[tied] Re: Monovocalism: sequel

From: elmeras2000
Message: 33392
Date: 2004-07-05

--- In cybalist@yahoogroups.com, mcv@... wrote:
> Jens wrote:
> > No, it's an old noun, and the subjunctive stem is an old
adjective
> > stem made from it. There are many typological parallels, I'm
told.
> > The one I know is from Eskimo.
>
> Maybe I missed it (I'm reading mail through a web interface which
I'm not accustomed to), but what is the Eskimo parallel?

You haven't missed anything, this has not been addressed here yet.

It is like this:

In independent clauses the intransitive adds personal (rudimentary)
pronouns to an old active participle, as Greenl. aki-vu-Na 'I am
answering', while the transitive uses the corresponding passive with
inergative possessive endings, as aki-vara from *-paqa < *-paR-ka 'I
answered him' (< "[he is] my answered one").

In dependent clauses the endings of the intransitive are the
*ergative* possessive endings: Greenl. aki-ga-ma 'when I answered,
because I answered', aki-gu-ma 'when I shall answer, if I answer'.
This implies not only a possessive 'my', but even a further
possessive indicating that what is mine is itself the possessor of
something: '[it is that] of my past answering', '[it is that] of my
future answering'. The question what the dependent clause moods may
be possessing can only have one answer: the main clause. The
connection between a main clause and an independent clause is thus
construed in a way that specifies the relationship of modification:
The dependent clause owns the main clause. Instead of possession in
a direct sense this may be just a relationship of belonging: The
main clause belongs to the dependent clause. A clear example: If you
say "I come if I can", your message "I come" is not *any*
unconditional "I come", but only that specific "I come" which is
dependent upon the condition expressed in the clause "if I can".
Americanists who know what they are talking about tell me that the
very same system is alive in many American Indian languages; I have
read about it in Zoque of Mexico myself.

Transferred to Indo-European this may be used as a source of
inspiration for the understanding of the use of the adjective-
forming thematic vowel to mark the subjunctive mood. The subjunctive
is a very subtle and evasive unit in IE, a fair possibility being
that it was originally the mood of dependent clauses. That is widely
what it still is in some daughter languages, but it does not explain
all. However, surprisingly little needs to have changed if one
imagines that the subjunctive was originally marked to show that the
clause it occurs in modifies another clause. Since we have good
reason to derive verbal stems from agent nouns, the use of an
adjective-forming morpheme to express its modifying effect is
completely as expected.

We leave the picture on for a moment.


__YOUR ASSIGNMENT__. Provide only the number of lines in the records below that contain "from".

-- RECORDS FOR PROCESSING follows --

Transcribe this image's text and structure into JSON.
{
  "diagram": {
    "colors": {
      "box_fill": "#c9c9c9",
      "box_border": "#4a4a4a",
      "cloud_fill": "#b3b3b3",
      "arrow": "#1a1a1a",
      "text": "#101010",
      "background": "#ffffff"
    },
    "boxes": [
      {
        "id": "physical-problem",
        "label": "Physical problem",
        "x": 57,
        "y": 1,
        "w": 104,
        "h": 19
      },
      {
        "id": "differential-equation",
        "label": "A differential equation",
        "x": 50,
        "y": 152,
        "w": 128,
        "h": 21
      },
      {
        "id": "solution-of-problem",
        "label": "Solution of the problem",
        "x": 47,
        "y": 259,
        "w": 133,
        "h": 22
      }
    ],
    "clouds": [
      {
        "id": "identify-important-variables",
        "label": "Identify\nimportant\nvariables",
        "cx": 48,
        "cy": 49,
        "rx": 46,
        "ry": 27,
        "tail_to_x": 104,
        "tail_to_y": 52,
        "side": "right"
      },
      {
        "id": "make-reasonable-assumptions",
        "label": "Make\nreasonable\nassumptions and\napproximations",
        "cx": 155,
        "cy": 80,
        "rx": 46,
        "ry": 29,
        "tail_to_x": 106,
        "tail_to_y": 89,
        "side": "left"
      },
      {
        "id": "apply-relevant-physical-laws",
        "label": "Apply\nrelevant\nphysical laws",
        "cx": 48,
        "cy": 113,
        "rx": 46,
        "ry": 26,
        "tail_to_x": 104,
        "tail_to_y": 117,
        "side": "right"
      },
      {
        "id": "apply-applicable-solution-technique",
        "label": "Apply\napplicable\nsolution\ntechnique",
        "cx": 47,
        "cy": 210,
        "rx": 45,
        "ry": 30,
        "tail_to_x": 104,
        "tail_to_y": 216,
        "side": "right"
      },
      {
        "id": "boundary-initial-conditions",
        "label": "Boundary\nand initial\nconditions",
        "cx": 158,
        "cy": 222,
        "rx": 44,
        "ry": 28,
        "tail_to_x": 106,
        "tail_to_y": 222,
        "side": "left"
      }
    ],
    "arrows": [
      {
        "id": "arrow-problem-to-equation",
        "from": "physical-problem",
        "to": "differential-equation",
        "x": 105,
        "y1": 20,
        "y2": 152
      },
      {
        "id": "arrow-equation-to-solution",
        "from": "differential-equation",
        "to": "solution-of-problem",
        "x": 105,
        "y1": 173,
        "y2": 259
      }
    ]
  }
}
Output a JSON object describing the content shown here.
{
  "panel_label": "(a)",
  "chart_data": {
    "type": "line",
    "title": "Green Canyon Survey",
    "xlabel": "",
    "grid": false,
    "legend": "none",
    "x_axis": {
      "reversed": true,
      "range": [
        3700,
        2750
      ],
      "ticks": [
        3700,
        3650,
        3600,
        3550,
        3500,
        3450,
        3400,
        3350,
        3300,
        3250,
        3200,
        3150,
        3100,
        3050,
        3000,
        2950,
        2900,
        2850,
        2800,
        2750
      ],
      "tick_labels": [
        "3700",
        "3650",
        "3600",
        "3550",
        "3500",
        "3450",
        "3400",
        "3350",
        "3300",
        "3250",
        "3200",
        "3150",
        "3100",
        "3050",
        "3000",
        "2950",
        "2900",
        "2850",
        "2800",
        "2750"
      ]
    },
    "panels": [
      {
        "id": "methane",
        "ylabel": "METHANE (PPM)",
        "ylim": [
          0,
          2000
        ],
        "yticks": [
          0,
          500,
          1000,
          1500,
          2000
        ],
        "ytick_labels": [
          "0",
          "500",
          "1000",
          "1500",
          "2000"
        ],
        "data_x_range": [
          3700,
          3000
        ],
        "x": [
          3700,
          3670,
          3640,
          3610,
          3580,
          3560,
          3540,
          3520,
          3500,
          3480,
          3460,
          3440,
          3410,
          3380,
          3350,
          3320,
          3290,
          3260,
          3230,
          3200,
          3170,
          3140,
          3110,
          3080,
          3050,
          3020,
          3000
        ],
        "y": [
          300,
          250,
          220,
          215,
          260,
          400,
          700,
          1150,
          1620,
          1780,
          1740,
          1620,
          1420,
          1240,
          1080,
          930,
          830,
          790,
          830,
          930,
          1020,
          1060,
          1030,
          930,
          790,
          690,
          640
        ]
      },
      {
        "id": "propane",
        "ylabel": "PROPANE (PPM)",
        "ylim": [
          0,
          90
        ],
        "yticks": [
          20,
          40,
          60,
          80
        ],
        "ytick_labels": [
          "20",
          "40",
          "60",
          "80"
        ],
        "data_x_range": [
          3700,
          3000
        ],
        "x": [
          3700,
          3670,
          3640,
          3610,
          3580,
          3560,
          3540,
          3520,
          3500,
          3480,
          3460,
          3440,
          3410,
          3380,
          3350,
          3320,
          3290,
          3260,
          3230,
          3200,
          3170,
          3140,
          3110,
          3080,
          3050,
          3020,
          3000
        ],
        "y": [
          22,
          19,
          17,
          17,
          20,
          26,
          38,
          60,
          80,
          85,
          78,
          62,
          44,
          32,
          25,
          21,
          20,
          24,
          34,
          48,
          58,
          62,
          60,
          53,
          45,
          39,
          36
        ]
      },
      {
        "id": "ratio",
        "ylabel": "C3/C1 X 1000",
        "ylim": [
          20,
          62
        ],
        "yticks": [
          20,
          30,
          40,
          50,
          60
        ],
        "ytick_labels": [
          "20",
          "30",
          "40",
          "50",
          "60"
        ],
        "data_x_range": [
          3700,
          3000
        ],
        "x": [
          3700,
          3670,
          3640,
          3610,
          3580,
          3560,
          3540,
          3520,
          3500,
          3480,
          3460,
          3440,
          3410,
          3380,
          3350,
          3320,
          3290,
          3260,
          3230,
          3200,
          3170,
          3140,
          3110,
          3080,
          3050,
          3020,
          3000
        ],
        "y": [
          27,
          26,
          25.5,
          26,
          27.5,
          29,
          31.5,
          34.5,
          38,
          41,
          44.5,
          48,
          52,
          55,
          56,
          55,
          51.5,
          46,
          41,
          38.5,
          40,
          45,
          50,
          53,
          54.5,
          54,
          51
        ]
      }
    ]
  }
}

-- RECORDS FOR PROCESSING concluded --

__ANSWER TO THE EXERCISE__. 2